Fish Flock to the Super-Salty Wastewater of the Sydney Desalination Plant
Sydney’s technological solution for drought is having unexpected effects on marine life.
In 2019, Australia ushered in the new year by shooting off fireworks and restarting the Sydney Desalination Plant. The plant began sucking in seawater, purifying it through a process called reverse osmosis, and producing a flood of clean drinking water for residents of the drought-stricken city. What was left—a blend of wastewater with twice the salinity of the sea—was pumped back into the ocean.
Brendan Kelaher, a marine biologist at Southern Cross University, suspected this extra-salty discharge might drive away fish populating the area. But, surprisingly, many fish flocked to it, creating a mini metropolis in a reef just outside of Sydney, according to a study Kelaher published December 18 in Environmental Science & Technology.
2019 was Australia’s hottest, driest year on record, and New South Wales, whose state capital is Sydney, has faced a crippling drought since 2017, according to The New York Times. In 2010, the city built its desalination plant, one of the largest in the world and capable of meeting a sixth of Sydney’s annual freshwater needs. The plant turns on whenever water levels in the city’s dams sink below 60 percent, indicating a need for an extra source of freshwater, according to the Australian Broadcasting Corporation. Today the plant provides approximately 66 million gallons of drinking water a day, according to the study.
Scientists have long worried that the super-salinated discharge from the plant would have adverse effects in the surrounding environment, a rocky reef around 328 yards offshore and 26 yards below sea level. Kelaher began studying the wildlife in this area over a decade ago, as part of an environmental survey the government required to approve the desalination plant’s construction, he says. From everything he’d read, he expected the surrounding wildlife to be driven away. In 2005, researchers studying the salty discharge of the Alicante seawater desalination plant in Spain found an overall decline in marine life, with fewer echinoderms occupying seagrass beds near the discharge outlets. In 2018, another group of researchers studying another desalination plant observed fewer polychaetes, mollusks, and crustaceans than expected in areas surrounding the plant.
But in this case, Kelaher’s team of divers found an unexpected abundance of fish, both midwater swimmers and bottom dwellers. They visited the site over the course of seven years, including periods when the plant was not operating, and recorded video footage to count fish at designated spots approximately 1.2 to 5 miles away from the saline outlet. Kelaher found a whopping 279 percent increase in the number of fish when the plant was in operation, as well as an increase in the diversity of species. Some of the most common fish at the scene were one-spot pullers, blue-gray fish with a distinctive white spot, and grey morwongs, green-gray fish with rather lush lips. Kelaher was surprised that “the environmental consequences associated with such significant point source discharge were small and localised,” he writes in an email.

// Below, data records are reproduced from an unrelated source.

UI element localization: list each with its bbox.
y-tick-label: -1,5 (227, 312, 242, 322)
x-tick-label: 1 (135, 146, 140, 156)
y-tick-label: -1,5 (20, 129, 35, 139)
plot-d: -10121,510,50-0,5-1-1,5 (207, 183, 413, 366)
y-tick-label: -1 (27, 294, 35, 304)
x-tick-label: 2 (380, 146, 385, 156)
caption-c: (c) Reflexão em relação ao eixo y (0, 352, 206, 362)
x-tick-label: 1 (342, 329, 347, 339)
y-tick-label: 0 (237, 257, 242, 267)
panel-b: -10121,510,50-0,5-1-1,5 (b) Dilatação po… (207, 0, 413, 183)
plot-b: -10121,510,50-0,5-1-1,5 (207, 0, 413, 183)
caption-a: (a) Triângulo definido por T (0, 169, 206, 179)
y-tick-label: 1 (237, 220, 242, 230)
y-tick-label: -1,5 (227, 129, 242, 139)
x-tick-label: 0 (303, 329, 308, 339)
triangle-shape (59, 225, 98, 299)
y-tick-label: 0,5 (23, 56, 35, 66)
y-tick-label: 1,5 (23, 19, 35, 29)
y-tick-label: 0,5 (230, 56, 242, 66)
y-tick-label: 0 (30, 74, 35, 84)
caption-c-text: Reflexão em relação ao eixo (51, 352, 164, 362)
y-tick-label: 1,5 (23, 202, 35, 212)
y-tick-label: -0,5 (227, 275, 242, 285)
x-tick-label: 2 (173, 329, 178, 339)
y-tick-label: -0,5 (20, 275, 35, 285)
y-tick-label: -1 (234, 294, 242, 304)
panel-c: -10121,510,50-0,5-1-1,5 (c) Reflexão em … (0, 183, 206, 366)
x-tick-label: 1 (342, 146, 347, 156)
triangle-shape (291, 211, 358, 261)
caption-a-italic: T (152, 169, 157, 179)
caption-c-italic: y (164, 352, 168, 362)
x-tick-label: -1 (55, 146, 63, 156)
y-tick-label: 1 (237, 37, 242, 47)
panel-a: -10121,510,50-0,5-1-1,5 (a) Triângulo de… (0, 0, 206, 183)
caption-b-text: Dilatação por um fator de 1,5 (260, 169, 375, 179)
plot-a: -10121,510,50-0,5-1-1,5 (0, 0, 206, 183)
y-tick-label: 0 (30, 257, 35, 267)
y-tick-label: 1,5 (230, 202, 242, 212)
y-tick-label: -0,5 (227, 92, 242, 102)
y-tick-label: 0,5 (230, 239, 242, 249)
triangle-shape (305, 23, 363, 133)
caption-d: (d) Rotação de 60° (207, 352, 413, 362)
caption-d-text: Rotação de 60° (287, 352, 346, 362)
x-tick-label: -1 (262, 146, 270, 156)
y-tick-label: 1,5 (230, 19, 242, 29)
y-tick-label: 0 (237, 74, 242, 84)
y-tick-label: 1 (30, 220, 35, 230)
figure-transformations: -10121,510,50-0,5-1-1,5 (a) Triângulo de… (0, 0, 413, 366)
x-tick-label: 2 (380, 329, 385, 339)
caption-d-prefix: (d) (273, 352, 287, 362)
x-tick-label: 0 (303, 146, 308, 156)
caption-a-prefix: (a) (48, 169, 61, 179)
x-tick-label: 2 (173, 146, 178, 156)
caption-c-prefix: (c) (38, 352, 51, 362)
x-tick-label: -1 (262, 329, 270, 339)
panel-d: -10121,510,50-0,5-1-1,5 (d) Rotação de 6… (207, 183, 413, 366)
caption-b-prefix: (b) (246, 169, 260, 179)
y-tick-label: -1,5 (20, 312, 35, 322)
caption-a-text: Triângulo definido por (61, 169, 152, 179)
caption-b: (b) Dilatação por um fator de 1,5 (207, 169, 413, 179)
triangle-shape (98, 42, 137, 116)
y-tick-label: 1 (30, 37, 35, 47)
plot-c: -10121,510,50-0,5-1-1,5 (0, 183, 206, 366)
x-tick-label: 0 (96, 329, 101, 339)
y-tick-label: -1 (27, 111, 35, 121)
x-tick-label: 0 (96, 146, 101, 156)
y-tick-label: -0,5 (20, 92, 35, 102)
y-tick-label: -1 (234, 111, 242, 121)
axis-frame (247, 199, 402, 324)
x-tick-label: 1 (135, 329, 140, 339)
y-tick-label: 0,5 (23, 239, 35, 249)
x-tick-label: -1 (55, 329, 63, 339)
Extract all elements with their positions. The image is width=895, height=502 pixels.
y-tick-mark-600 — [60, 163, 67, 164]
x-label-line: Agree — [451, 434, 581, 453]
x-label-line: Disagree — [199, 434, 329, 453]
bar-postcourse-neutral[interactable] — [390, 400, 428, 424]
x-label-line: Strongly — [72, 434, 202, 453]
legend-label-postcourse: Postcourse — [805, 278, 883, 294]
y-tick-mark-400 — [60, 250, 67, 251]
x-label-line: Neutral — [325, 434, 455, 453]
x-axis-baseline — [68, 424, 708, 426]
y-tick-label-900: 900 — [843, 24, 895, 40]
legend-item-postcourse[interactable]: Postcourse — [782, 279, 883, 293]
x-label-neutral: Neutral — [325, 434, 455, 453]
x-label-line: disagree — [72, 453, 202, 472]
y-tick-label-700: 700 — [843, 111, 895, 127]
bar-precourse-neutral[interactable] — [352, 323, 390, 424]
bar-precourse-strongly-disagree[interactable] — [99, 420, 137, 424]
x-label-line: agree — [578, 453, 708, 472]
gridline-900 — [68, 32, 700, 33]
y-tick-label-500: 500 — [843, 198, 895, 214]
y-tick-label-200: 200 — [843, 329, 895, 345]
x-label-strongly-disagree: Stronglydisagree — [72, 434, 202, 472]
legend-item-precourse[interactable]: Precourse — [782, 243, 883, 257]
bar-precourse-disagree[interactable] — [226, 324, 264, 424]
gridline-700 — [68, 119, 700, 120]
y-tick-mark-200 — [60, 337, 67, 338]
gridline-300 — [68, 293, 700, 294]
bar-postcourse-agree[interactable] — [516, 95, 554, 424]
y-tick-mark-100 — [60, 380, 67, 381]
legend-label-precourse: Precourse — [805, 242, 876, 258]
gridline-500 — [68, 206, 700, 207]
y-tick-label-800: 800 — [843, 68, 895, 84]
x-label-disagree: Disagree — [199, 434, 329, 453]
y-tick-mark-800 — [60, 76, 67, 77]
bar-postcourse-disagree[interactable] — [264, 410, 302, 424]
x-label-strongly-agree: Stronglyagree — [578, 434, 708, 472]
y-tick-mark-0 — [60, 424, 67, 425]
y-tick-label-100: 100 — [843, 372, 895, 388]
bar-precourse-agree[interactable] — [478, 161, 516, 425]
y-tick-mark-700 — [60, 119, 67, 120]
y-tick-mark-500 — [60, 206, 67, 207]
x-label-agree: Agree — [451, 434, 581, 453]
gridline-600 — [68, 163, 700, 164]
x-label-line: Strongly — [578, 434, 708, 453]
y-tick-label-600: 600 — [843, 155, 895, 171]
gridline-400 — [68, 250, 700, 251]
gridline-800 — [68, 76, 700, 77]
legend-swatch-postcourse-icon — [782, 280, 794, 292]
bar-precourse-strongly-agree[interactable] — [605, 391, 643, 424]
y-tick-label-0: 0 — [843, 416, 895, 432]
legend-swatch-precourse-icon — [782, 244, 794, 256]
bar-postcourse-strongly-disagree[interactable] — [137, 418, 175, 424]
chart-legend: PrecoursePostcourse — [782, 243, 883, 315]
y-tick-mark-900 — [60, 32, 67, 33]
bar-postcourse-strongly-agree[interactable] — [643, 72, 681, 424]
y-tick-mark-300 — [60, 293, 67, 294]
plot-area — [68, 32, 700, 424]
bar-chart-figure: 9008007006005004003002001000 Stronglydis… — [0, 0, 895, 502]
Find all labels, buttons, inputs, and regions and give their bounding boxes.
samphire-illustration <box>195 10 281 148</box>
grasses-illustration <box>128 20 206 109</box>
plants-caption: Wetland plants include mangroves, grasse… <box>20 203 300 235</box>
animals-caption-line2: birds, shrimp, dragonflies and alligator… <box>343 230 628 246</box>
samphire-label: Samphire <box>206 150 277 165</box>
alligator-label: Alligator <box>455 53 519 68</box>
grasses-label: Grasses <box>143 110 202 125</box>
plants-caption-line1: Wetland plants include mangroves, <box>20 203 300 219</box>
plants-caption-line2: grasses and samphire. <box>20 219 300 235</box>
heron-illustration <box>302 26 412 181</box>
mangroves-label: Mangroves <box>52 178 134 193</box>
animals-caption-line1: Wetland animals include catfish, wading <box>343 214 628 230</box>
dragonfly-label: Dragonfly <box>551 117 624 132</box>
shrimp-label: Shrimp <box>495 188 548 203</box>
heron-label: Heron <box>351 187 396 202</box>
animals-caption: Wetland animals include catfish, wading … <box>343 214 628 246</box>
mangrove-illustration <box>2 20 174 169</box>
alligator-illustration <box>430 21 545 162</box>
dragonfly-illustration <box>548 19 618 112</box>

Though the researchers aren’t sure why the fish are so drawn to the salty plumes of water, Kelaher has an initial guess. “The turbulence is probably attracting fish,” he says, adding that disturbances in the water column often come with increased food availability. (The mixing of particles into the water often dredges up microscopic organisms once buried in the sand.) But unlike these other disturbances, the desalination discharge is unlikely to offer any more food or nutrients, Kelaher says. In other words, the turbulence could be a red herring for the fish. “But more research is needed to isolate the cause,” he adds. The study did not address how this discharge could affect marine life other than fish, such as zooplankton and invertebrates.
Meanwhile, an abundance of fish is likely to attract an abundance in fishermen. The desalination site has no special protection, and Kelaher says it could function similarly to offshore artificial reefs that the government has installed to enhance recreational fishing opportunities.
Even if they don’t appear to harm their aquatic neighbors, desalination plants aren’t benign additions to the block. The plants require a lot of power, which generates greenhouse gases and contributes to global warming. And while the plants suck in fresh seawater, they also gobble up and kill small organisms like fish larvae and plankton, according to Yale Environment 360. If you’re feeling salty, you’re not alone.